PhiltheBibliophil on February 18 at 3:15 p.m.
My in-laws had a place up at the end of Lake Wenatchee about 2 blocks from the Cougar Inn (before a bunch of Microsoft dudes came in, bought it and tore it down to build “2nd homes”. We had a pride of cougars up there. Some nites we’d hear ‘em “scream”! That would make even the hair on our dogs back stand up!
Concernedreader2 on February 18 at 6:32 p.m.
If its not to late Please remove the location data and make the surrounding data about where these animals where photographed more vague. It would be horrible for a bunch of hicks to read this and then go cougar hunting. And things like that have happened before, some one will show a “friend” where a bunch of rare animals congregate and then the next year those animals are missing, most likely captured or killed.
Cheezwhiz on February 20 at 4:33 p.m.
Cougars aren’t rare. They are just extremely sneaky. They are everywhere, but you just don’t see them. There are many on the South Hill, 5 Mile, and Liberty Lake. There is video of a cougar taking a deer down on Hartson (8th) and Freya, in the yard of the retirement home. That happened just a couple years ago. That’s not any where near any woods. Animal control gets calls for cougars about once a week. Nope, not rare.
monkeyman on February 21 at 9:35 p.m.
Looks like these pictures are high definition/quality a la National Geographic.
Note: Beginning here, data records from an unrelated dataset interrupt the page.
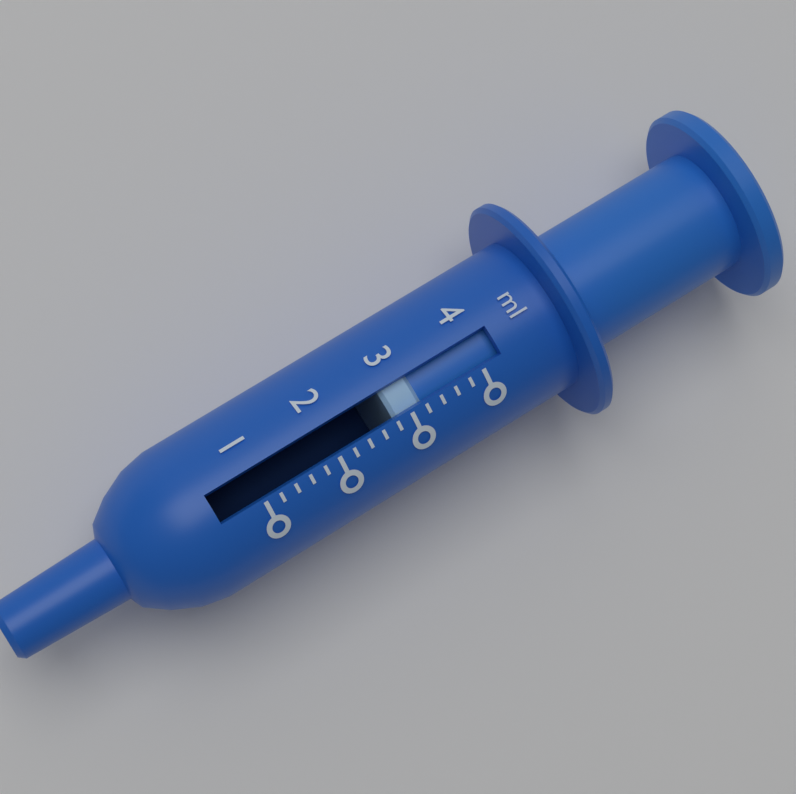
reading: 2.8 ml
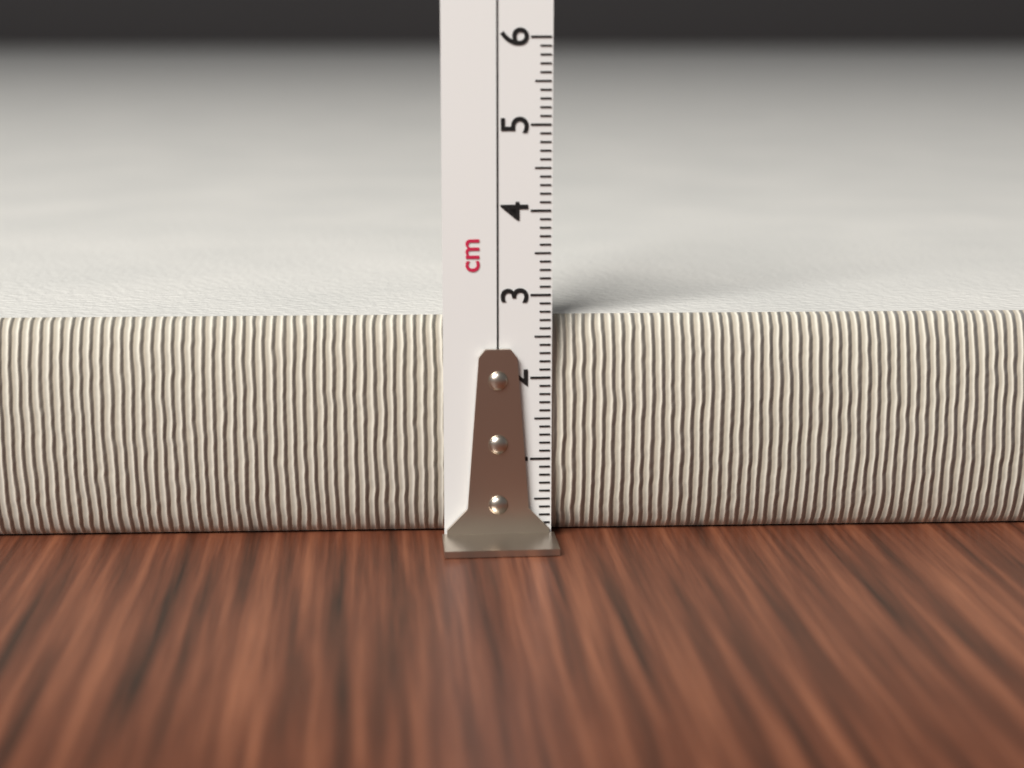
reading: 2.7 cm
“Brad, the hunter” should check in with Bushnell to see if they will buy the rights to these pics…$$$
richl on February 22 at 12:38 p.m.
Monkeyman is on the right track: National Geographic picked up on the story and contacted me today for access to Brad of Wenatchee, and his trail-cam cougar photos.
NathanJ on February 25 at 9:04 a.m.
Lets keep the rednecks with guns away from the big cats.
Let nature do what it does naturally.